Beyond beauty lies discovery

"What makes 30 Doradus unique is that it is close enough for us to study in detail how stars are forming, and yet its properties are similar to those found in very distant galaxies, when the universe was young," Guido de Marchi, a scientist at the European Space Agency and co-author of the paper, said in a statement.

"Thanks to 30 Doradus," de Marchi said, "we can study how stars used to form 10 billion years ago, when most stars were born."

To begin working toward that end-goal, the team harnessed its new dataset to decode the way gravity affects stellar generation in 30 Doradus and how energy released from newly birthed stars slows the overall assembly line of star formation. Both of these bits are considered integral to dissecting star formation processes, and the latter one in particular is represented in the new image by some of the lit-up pieces we see.

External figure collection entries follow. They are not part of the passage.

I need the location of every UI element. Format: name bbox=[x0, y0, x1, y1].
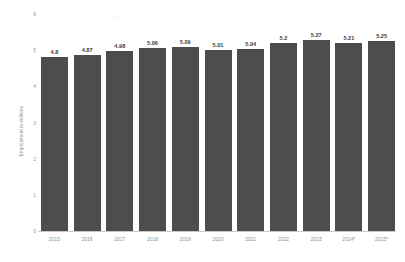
bar-value-label: 5.21 bbox=[335, 35, 362, 41]
bar-group: 5.09 bbox=[172, 14, 199, 231]
bar-group: 4.98 bbox=[106, 14, 133, 231]
bar-value-label: 5.06 bbox=[139, 40, 166, 46]
x-axis-tick: 2024* bbox=[333, 236, 364, 242]
x-axis-line bbox=[38, 231, 396, 232]
bar-group: 5.06 bbox=[139, 14, 166, 231]
x-axis-tick: 2021 bbox=[235, 236, 266, 242]
bar bbox=[172, 47, 199, 231]
bar bbox=[237, 49, 264, 231]
x-axis-tick: 2020 bbox=[203, 236, 234, 242]
bar-group: 5.01 bbox=[205, 14, 232, 231]
bar-value-label: 5.27 bbox=[303, 32, 330, 38]
bar bbox=[106, 51, 133, 231]
bar-value-label: 4.8 bbox=[41, 49, 68, 55]
bar-group: 5.27 bbox=[303, 14, 330, 231]
x-axis-tick-labels: 2015201620172018201920202021202220232024… bbox=[38, 236, 398, 248]
y-axis-tick: 0 bbox=[22, 228, 36, 234]
bar-group: 5.04 bbox=[237, 14, 264, 231]
bar bbox=[74, 55, 101, 231]
y-axis-tick-labels: 0123456 bbox=[22, 8, 36, 235]
x-axis-tick: 2018 bbox=[137, 236, 168, 242]
bar-group: 5.25 bbox=[368, 14, 395, 231]
x-axis-tick: 2023 bbox=[301, 236, 332, 242]
y-axis-tick: 5 bbox=[22, 47, 36, 53]
bar-group: 4.87 bbox=[74, 14, 101, 231]
y-axis-tick: 2 bbox=[22, 156, 36, 162]
bar bbox=[335, 43, 362, 231]
bar bbox=[368, 41, 395, 231]
bar-value-label: 5.09 bbox=[172, 39, 199, 45]
x-axis-tick: 2017 bbox=[104, 236, 135, 242]
bar bbox=[303, 40, 330, 231]
x-axis-tick: 2016 bbox=[72, 236, 103, 242]
bar-value-label: 5.2 bbox=[270, 35, 297, 41]
bar-value-label: 4.98 bbox=[106, 43, 133, 49]
bar bbox=[139, 48, 166, 231]
bar-group: 4.8 bbox=[41, 14, 68, 231]
bar-group: 5.21 bbox=[335, 14, 362, 231]
x-axis-tick: 2019 bbox=[170, 236, 201, 242]
x-axis-tick: 2022 bbox=[268, 236, 299, 242]
bar-value-label: 5.01 bbox=[205, 42, 232, 48]
x-axis-tick: 2025* bbox=[366, 236, 397, 242]
bar-series: 4.84.874.985.065.095.015.045.25.275.215.… bbox=[38, 14, 398, 231]
y-axis-tick: 3 bbox=[22, 120, 36, 126]
bar bbox=[270, 43, 297, 231]
y-axis-tick: 4 bbox=[22, 83, 36, 89]
y-axis-tick: 1 bbox=[22, 192, 36, 198]
bar bbox=[205, 50, 232, 231]
bar-value-label: 4.87 bbox=[74, 47, 101, 53]
x-axis-tick: 2015 bbox=[39, 236, 70, 242]
y-axis-tick: 6 bbox=[22, 11, 36, 17]
bar-chart: Statista Employment in millions 0123456 … bbox=[0, 0, 405, 262]
bar bbox=[41, 57, 68, 231]
bar-value-label: 5.25 bbox=[368, 33, 395, 39]
bar-group: 5.2 bbox=[270, 14, 297, 231]
bar-value-label: 5.04 bbox=[237, 41, 264, 47]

Another zoomed-in view of 30 Doradus.

This zoomed-in view of the northern region of 30 Doradus reveals more filamentary structures that make up the gas cloud.

ALMA (ESO/NAOJ/NRAO), T. Wong (U. Illinois, Urbana-Champaign); S. Dagnello (NRAO/AUI/NSF)

"These fragments may be the remains of once-larger clouds that have been shredded by the enormous energy being released by young and massive stars, a process dubbed feedback," Tony Wong, a professor at the University of Illinois at Urbana-Champaign and lead author of the new research, said in a statement.

The results were striking.

"We were expecting to find that the parts of the cloud closest to the young, massive stars would show the clearest signs of gravity being overwhelmed by feedback, and as a result, a lower rate of star formation," Wong said.

A map of where 30 Doradus is located within the Dorado constellation

A map of where 30 Doradus is located within the Dorado constellation.

IAU/Sky & Telescope

But Wong was surprised to see a different story when gazing at ALMA's new observations. "These observations confirmed that even in a region with extremely active feedback," he said, "gravity's presence is still strongly felt and star formation is likely to continue."

In other words, nascent stars spitting up energy don't appear to mess up gravity around the stellar nursery or slow star formation. Star babies prevail.

OK, unless you're an astronomer, this discovery might sound kind of nitty gritty. But zooming out, the team hopes that understanding the ins and outs of the Tarantula Nebula's workings could inform what might be considered one of the biggest mysteries of astronomy.

"Why didn't all of the available gas collapse in a huge fireworks show long ago?" Wong said. "What we're learning now can help us to shine a light on what is happening deep within molecular clouds so that we can better understand how galaxies sustain star formation over time."

Plus, in the vein of curiosity and science, Wong said, "there is still much more to do with this fantastic dataset, and we are releasing it publicly to encourage other researchers to conduct new investigations."